Victoria Miro Gallery - Wharf Road

Wharf Road

In November 2000, the gallery moved to its present location in 16 Wharf Road, Islington, adjacent to the cutting-edge art area of Hoxton, where it is housed in a two floor, 10,000-square-foot (930 m2), converted Victorian furniture factory, ten times the size of the Cork Street gallery. Miro's co-director, Glenn Scott Wright, attributed the move to the "buzz" in the area, where Jay Jopling's White Cube gallery had also moved, and saw other galleries following suit, since rents in the West End of London were quadrupling. She was described by Christie's curator, Gerard Goodrow, as "a leading figure in making the East End the center of contemporary art in London."

A group show prior to the conversion of the building brought 4,000 visitors, which it would have taken the Cork Street gallery six months to attract. The conversion architect, Trevor Horne retained some of the original features of the building, such as the worn staircase and rough roof beams, while the waste ground at the rear next to Regent's Canal was left to artist Ian Hamilton Finlay to regenerate. The opening show by Thomas Demand was of paper and card reconstructions of photographs of interiors.

The gallery's yearly turnover is in the tens of millions of pounds.

The gallery represents Turner Prize winners, Chris Ofili and Grayson Perry; and former Turner Prize nominees Peter Doig (a former Tate trustee), Ian Hamilton Finlay, and Isaac Julien. Other artists, as of 2008, are Doug Aitken, Hernan Bas, Varda Caivano, Verne Dawson, Stan Douglas, Elmgreen and Dragset, William Eggleston, Inka Essenhigh, Barnaby Furnas, David Harrison, Alex Hartley, NS Harsha, Christian Holstad, Chantal Joffe, Idris Khan, Udomsak Krisanamis, Yayoi Kusama, John Korner, Tracey Moffatt, Wangechi Mutu, Alice Neel, Jacco Olivier, Tal R, Conrad Shawcross, Sarah Sze, Adriana Varejão, Suling Wang, Stephen Willats, and Francesca Woodman.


Each line of the records below that holds "Application" should be returned.

-- Opening Marker --

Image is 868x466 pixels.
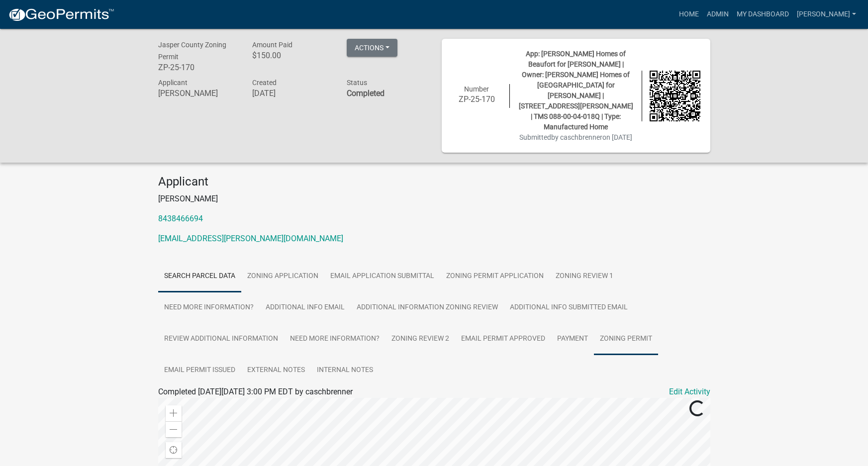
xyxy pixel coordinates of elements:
a: Edit Activity [669,386,710,398]
a: Zoning Review 2 [386,323,455,355]
a: Need More Information? [284,323,386,355]
div: Zoom out [166,422,182,437]
a: Additional Info submitted Email [504,292,634,324]
span: Created [252,78,276,87]
a: Zoning Permit [594,323,659,355]
div: Zoom in [166,405,182,422]
span: Number [464,85,489,93]
h6: [PERSON_NAME] [158,89,238,98]
a: Additional Information Zoning Review [351,292,504,324]
span: Amount Paid [252,41,293,48]
a: My Dashboard [733,5,793,24]
a: Home [676,5,703,24]
a: Email Permit Approved [455,323,551,355]
h6: ZP-25-170 [452,95,502,104]
div: Find my location [166,442,182,458]
a: [EMAIL_ADDRESS][PERSON_NAME][DOMAIN_NAME] [158,234,343,244]
p: [PERSON_NAME] [158,193,710,205]
a: Review Additional Information [158,323,284,355]
a: Need More Information? [158,292,260,324]
a: Additional info email [260,292,351,324]
a: Email Application Submittal [324,261,440,293]
a: Internal Notes [311,355,379,387]
a: [PERSON_NAME] [793,5,860,24]
a: Email Permit Issued [158,355,242,387]
a: External Notes [242,355,311,387]
span: Completed [DATE][DATE] 3:00 PM EDT by caschbrenner [158,387,353,396]
strong: Completed [347,89,385,98]
a: Zoning Application [242,261,324,293]
h6: $150.00 [252,50,332,60]
a: Payment [551,323,594,355]
span: Jasper County Zoning Permit [158,41,227,61]
a: Zoning Permit Application [440,261,550,293]
button: Actions [347,39,398,57]
a: Admin [703,5,733,24]
span: by caschbrenner [551,133,603,141]
img: QR code [650,71,701,121]
span: Status [347,78,367,87]
span: App: [PERSON_NAME] Homes of Beaufort for [PERSON_NAME] | Owner: [PERSON_NAME] Homes of [GEOGRAPHI... [519,50,633,131]
h6: [DATE] [252,89,332,98]
a: 8438466694 [158,214,203,223]
a: Zoning Review 1 [550,261,620,293]
span: Submitted on [DATE] [519,133,633,141]
a: Search Parcel Data [158,261,242,293]
h4: Applicant [158,175,710,189]
h6: ZP-25-170 [158,63,238,72]
span: Applicant [158,78,188,87]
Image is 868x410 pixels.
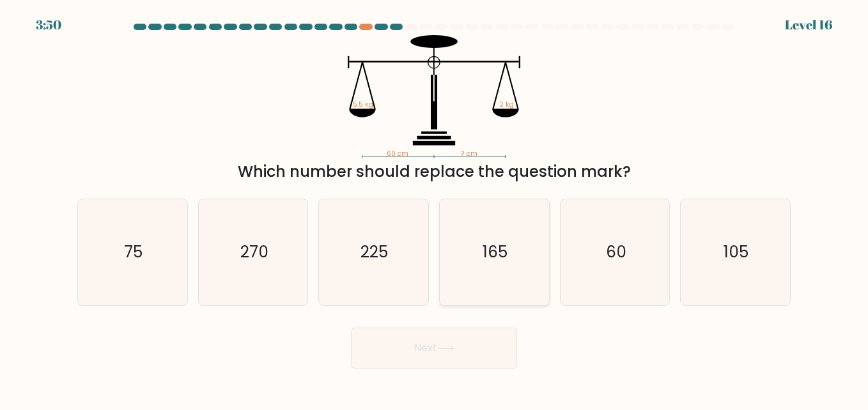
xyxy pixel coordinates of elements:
[482,241,507,263] text: 165
[124,241,143,263] text: 75
[353,100,373,110] tspan: 5.5 kg
[351,328,517,369] button: Next
[461,149,477,159] tspan: ? cm
[361,241,388,263] text: 225
[240,241,268,263] text: 270
[606,241,626,263] text: 60
[85,160,783,184] div: Which number should replace the question mark?
[724,241,749,263] text: 105
[386,149,408,159] tspan: 60 cm
[35,15,61,35] div: 3:50
[785,15,832,35] div: Level 16
[499,100,514,110] tspan: 2 kg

-- Closing Marker --

- _Task response_
a: Email Application Submittal [324,261,440,293]
a: Zoning Application [242,261,324,293]
a: Zoning Permit Application [440,261,550,293]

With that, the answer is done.